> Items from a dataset
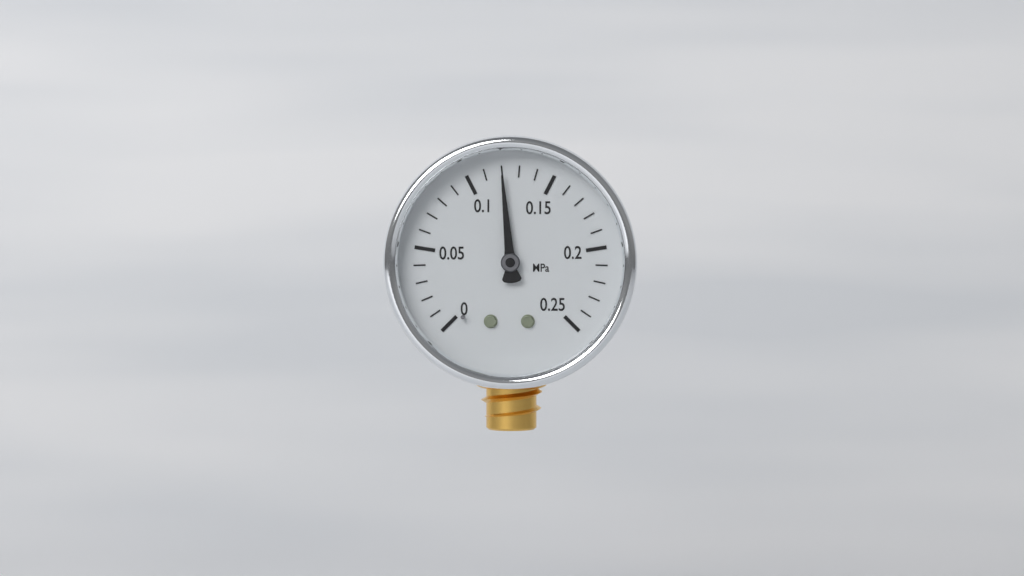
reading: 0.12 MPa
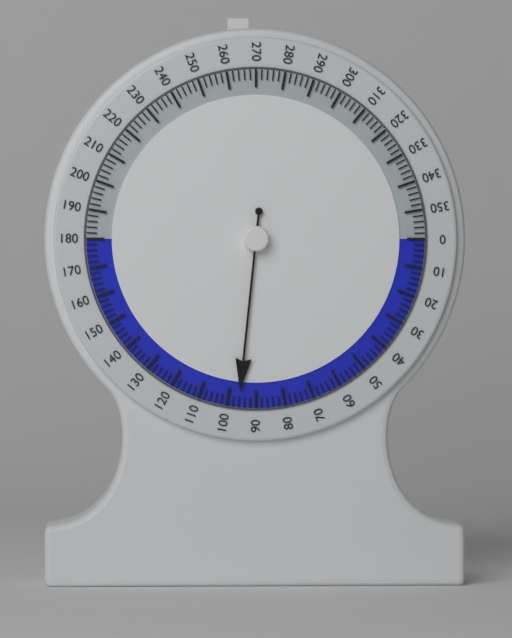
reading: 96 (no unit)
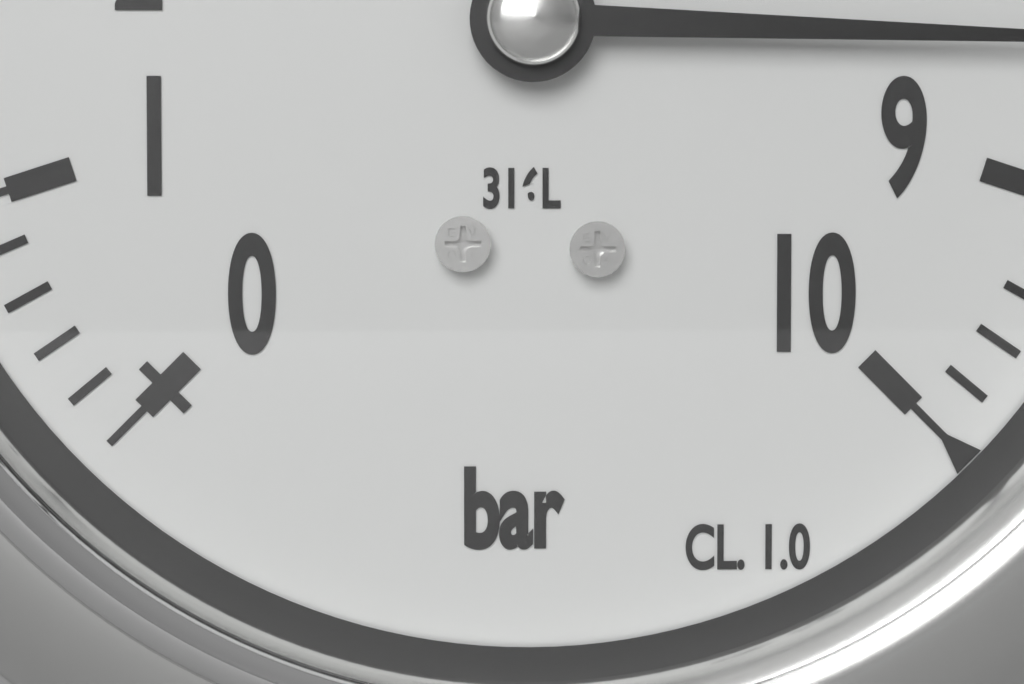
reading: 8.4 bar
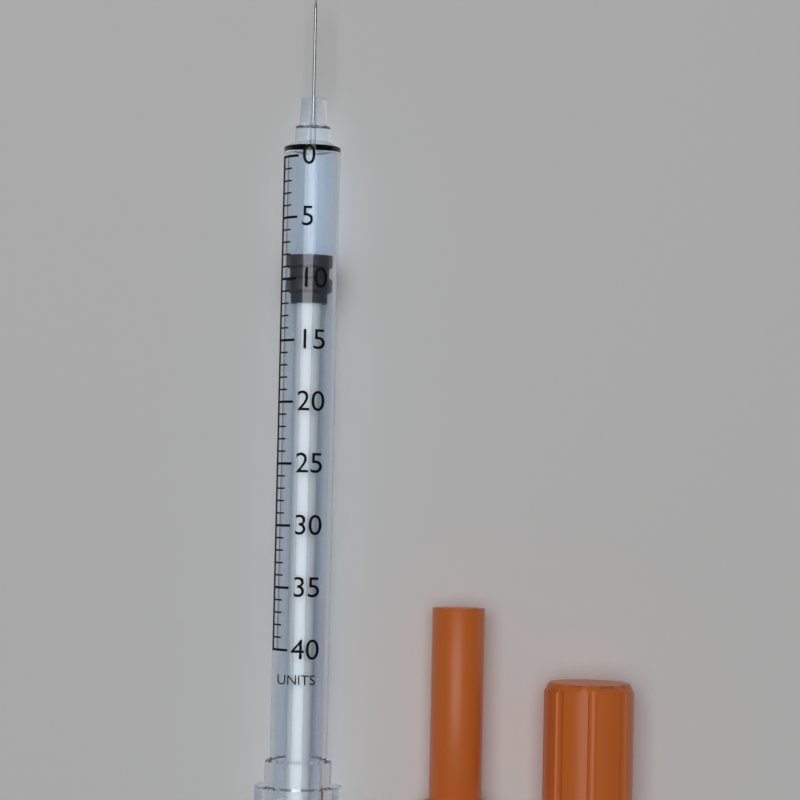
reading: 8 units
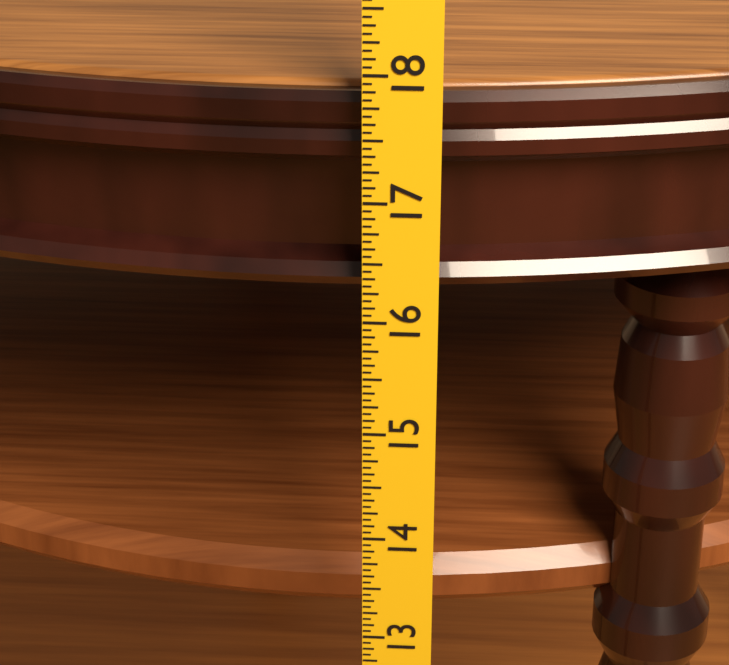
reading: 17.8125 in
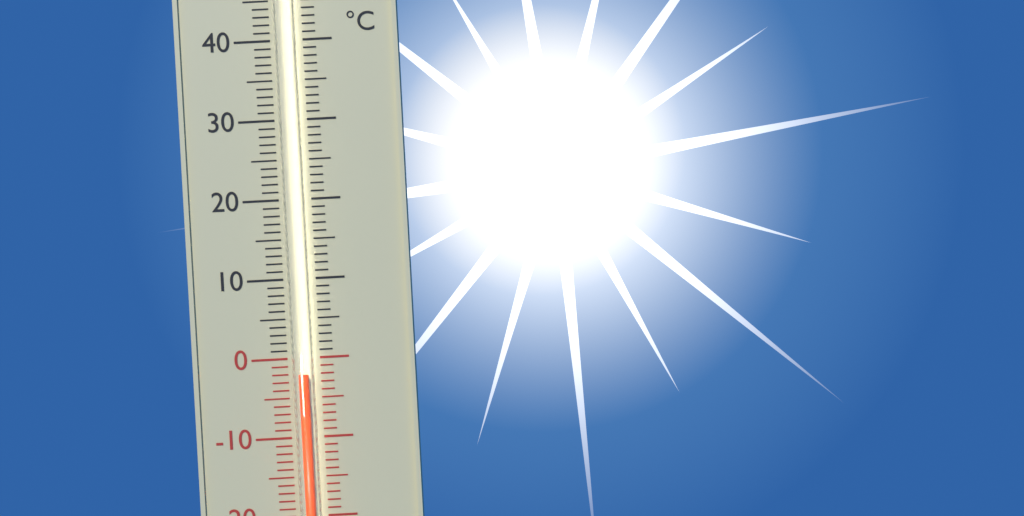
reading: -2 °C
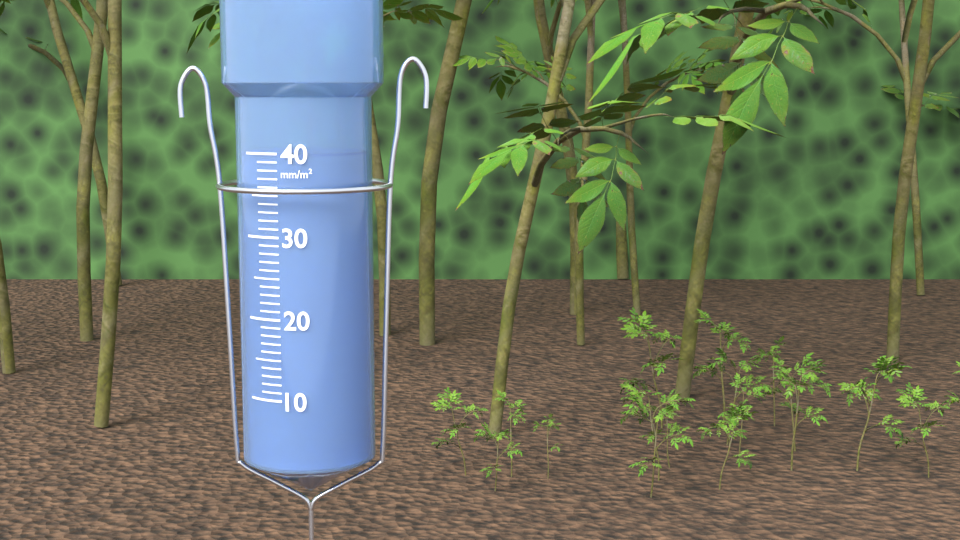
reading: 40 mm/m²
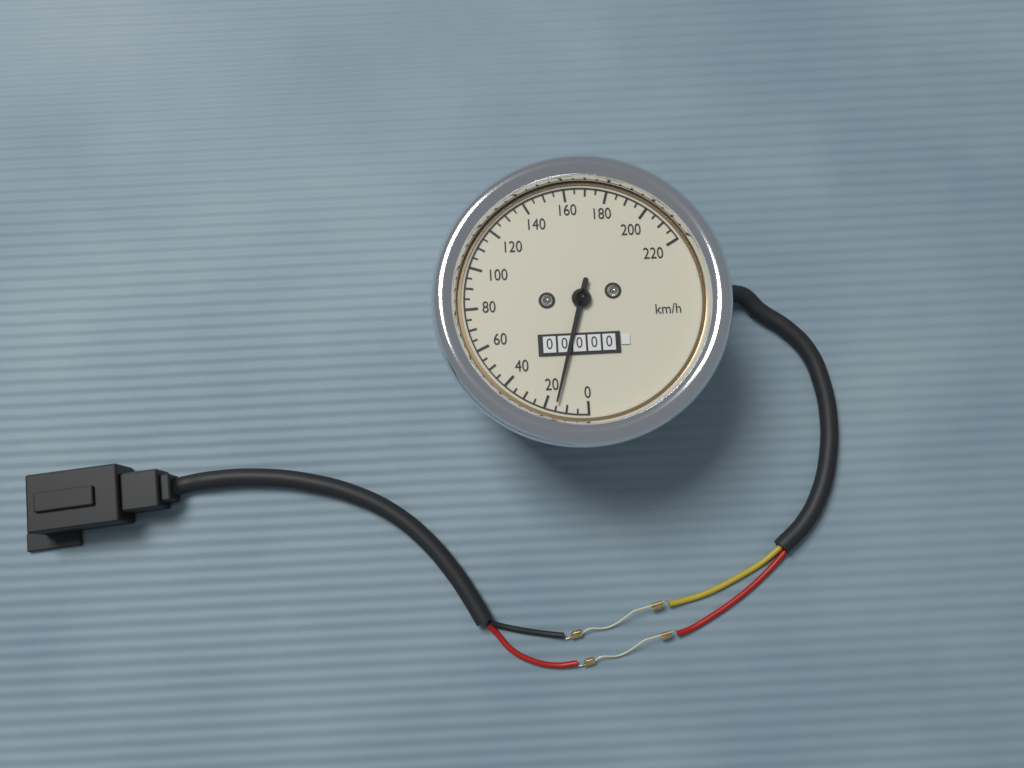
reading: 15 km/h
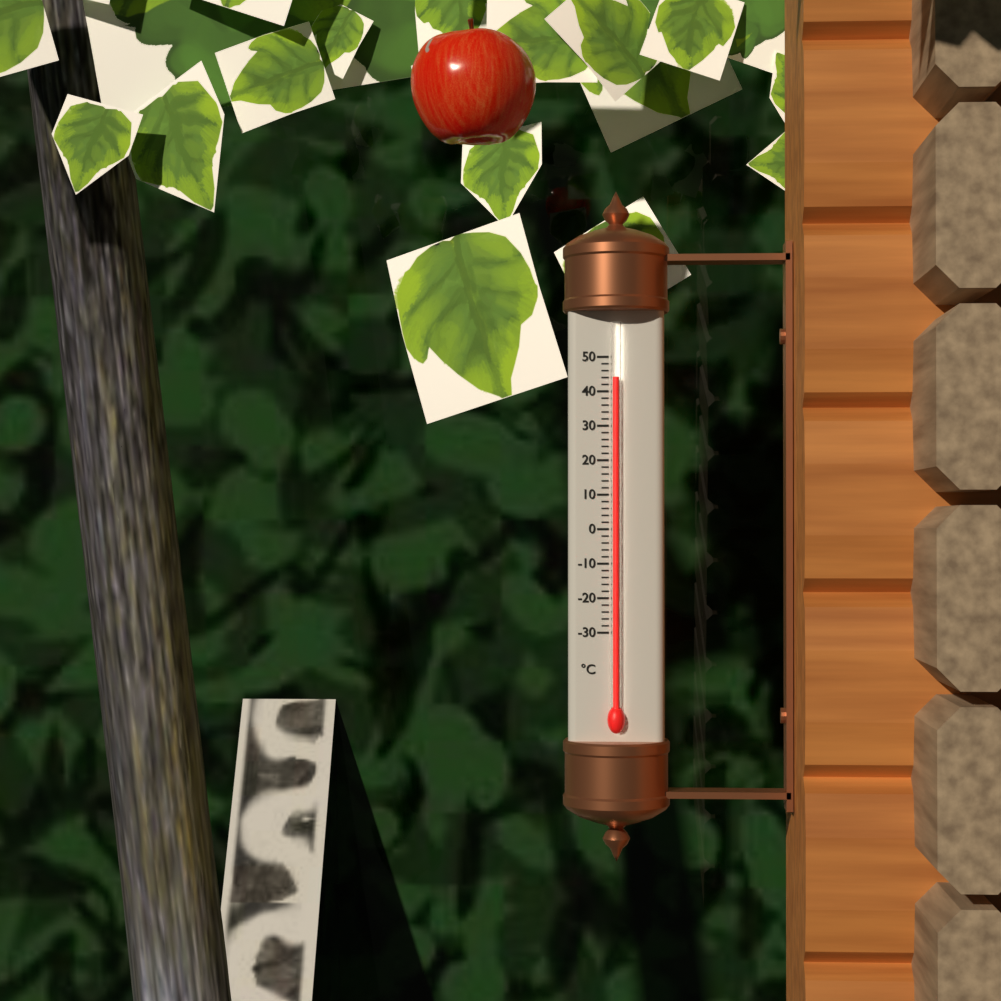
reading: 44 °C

> EXERCISE AIM
Reproduce the entries above exactly, without images.

> FINAL ANSWER
reading: 0.12 MPa
reading: 96 (no unit)
reading: 8.4 bar
reading: 8 units
reading: 17.8125 in
reading: -2 °C
reading: 40 mm/m²
reading: 15 km/h
reading: 44 °C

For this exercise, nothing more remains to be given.